Reform of Kentucky's penal system was the hallmark of Blackburn's term as governor. He appointed a commission to oversee drastic improvements at the eighty-year-old penitentiary in Frankfort, ominously dubbed "Kentucky's Black Hole of Calcutta by some.[4] He secured funding for a new penal facility at Eddyville, Kentucky,[6] though it never became what Blackburn envisioned – a facility that would "teach and train the prisoner in such a manner that on his discharge, he may be able to resist temptation and inclined to lead an upright and worthy life."[4] He also hired out convicts to work on public projects.[6]

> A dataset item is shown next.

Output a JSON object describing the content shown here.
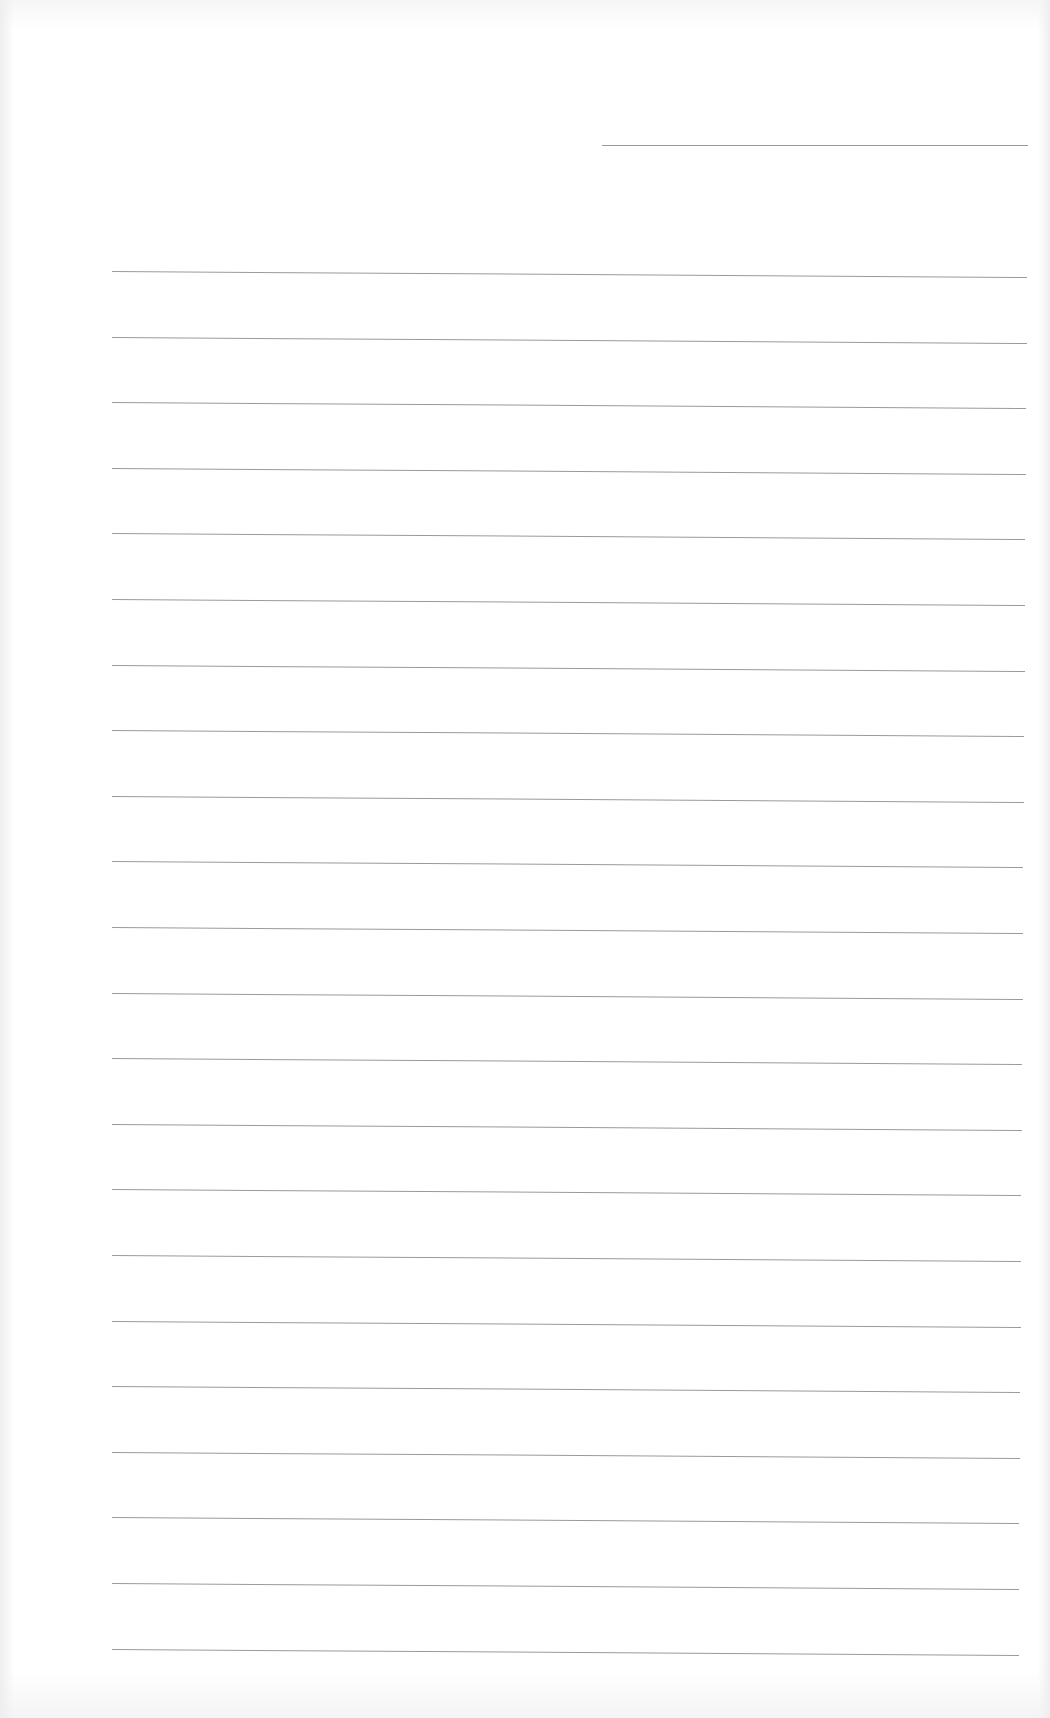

Blackburn financed his reform measures by increasing the state's property tax.[4] The use of tax dollars to improve the lot of prisoners was an unpopular action, and had prevented previous prison reform advocates from accomplishing the needed improvements. Blackburn forced the General Assembly's hand by liberally invoking his power of executive pardon, releasing the aged and infirm to alleviate overcrowding.[6] This action earned him the nickname "Lenient Luke."[4]

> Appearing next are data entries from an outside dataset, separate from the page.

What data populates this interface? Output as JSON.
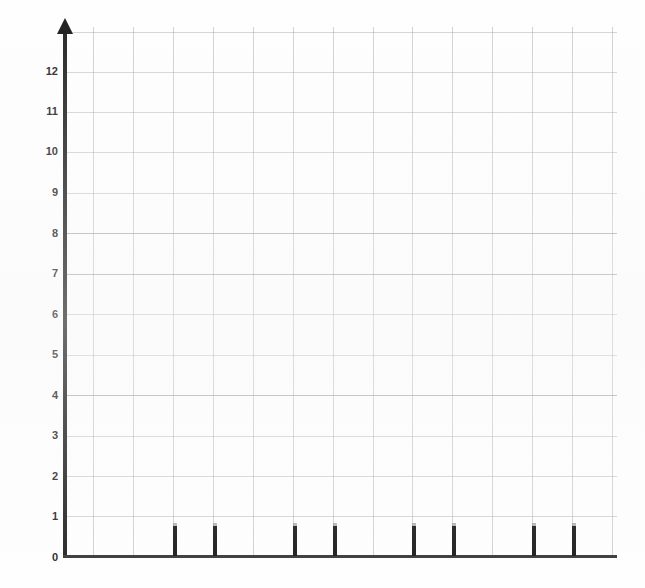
{
  "chart_data": {
    "type": "bar",
    "title": "",
    "subtitle": "",
    "xlabel": "",
    "ylabel": "",
    "categories": [
      "1",
      "2",
      "3",
      "4",
      "5",
      "6",
      "7",
      "8"
    ],
    "values": [
      0.75,
      0.75,
      0.75,
      0.75,
      0.75,
      0.75,
      0.75,
      0.75
    ],
    "series": [
      {
        "name": "",
        "values": [
          0.75,
          0.75,
          0.75,
          0.75,
          0.75,
          0.75,
          0.75,
          0.75
        ]
      }
    ],
    "ylim": [
      0,
      12.7
    ],
    "xlim": [
      0,
      13.8
    ],
    "ytick_labels": [
      "0",
      "1",
      "2",
      "3",
      "4",
      "5",
      "6",
      "7",
      "8",
      "9",
      "10",
      "11",
      "12"
    ],
    "ytick_values": [
      0,
      1,
      2,
      3,
      4,
      5,
      6,
      7,
      8,
      9,
      10,
      11,
      12
    ],
    "xtick_labels": [],
    "grid": true,
    "grid_x_count": 14,
    "grid_y_count": 13,
    "legend": null,
    "legend_position": "none",
    "annotations": [],
    "bar_slots": [
      2,
      3,
      5,
      6,
      8,
      9,
      11,
      12
    ],
    "colors": {
      "bar": "#1c1c1c",
      "axis": "#262626",
      "grid": "#9b9ea8",
      "background": "#fefefe",
      "tick_label": "#2a2a2a"
    }
  },
  "axes": {
    "y_axis_name": "vertical-value-axis",
    "x_axis_name": "horizontal-category-axis",
    "arrow_at_top": true
  }
}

Other accomplishments during Blackburn's administration included revamping the state's district courts, creating a state superior court, and reorganizing the Agricultural and Mechanical College – later, the University of Kentucky.[4]

Later life and legacy

Following the expiration of his term in 1883, Blackburn retired from politics and returned to his medical practice once again, briefly operating a sanitarium in Louisville, Kentucky.[4] He died on September 14, 1887 in Frankfort, Kentucky, and is buried at Frankfort Cemetery.[6] His monument, erected by the state, features a bas-relief depicting the Parable of the Good Samaritan, a tribute to his life of service and alleviation of suffering.[4] In 1972, the state opened the Blackburn Complex, a 400-acre minimum security prison near Lexington named for Governor Blackburn.[5]

References

  1. ^ a b c d e f g h i j k l m n o p Powell, Robert A. (1976). Kentucky Governors. Frankfort, Kentucky: Kentucky Images. ISBN B0006CPOVM. {{cite book}}: Check |isbn= value: invalid character (help)
  2. ^ Powell suggests that Blackburn was born in neighboring Fayette County, but all other sources list Woodford County.
  3. ^ a b c d e f "Governor's Information: Kentucky Governor Luke Pryor Blackburn". National Governors Association. Retrieved 2007-05-01.
  4. ^ a b c d e f g h i j k l Lowell H. Harrison, ed. (2004). "Luke Pryor Blackburn)". Kentucky's Governors. Lexington, Kentucky: The University Press of Kentucky. ISBN 0813123267.
  5. ^ a b c d e f g h i j k l m n o p q r s t u v w x Baird, Nancy Disher (1979). Luke Pryor Blackburn: Physician, Governor, Reformer. Lexington, Kentucky: The University Press of Kentucky. ISBN 0813102480.
  6. ^ a b c d e f g h Kleber, John E., ed. (1992). "Blackburn, Luke Pryor". The Kentucky Encyclopedia. Associate editors: Thomas D. Clark, Lowell H. Harrison, and James C. Klotter. Lexington, Kentucky: The University Press of Kentucky. ISBN 0813117720.
  7. ^ a b The Encyclopedia of Kentucky. New York, New York: Somerset Publishers. 1987. ISBN 0403099811.
  8. ^ "Kentucky's Governors: 1879 – 1907". Kentucky Department of Libraries and Archives. Retrieved 2007-05-02.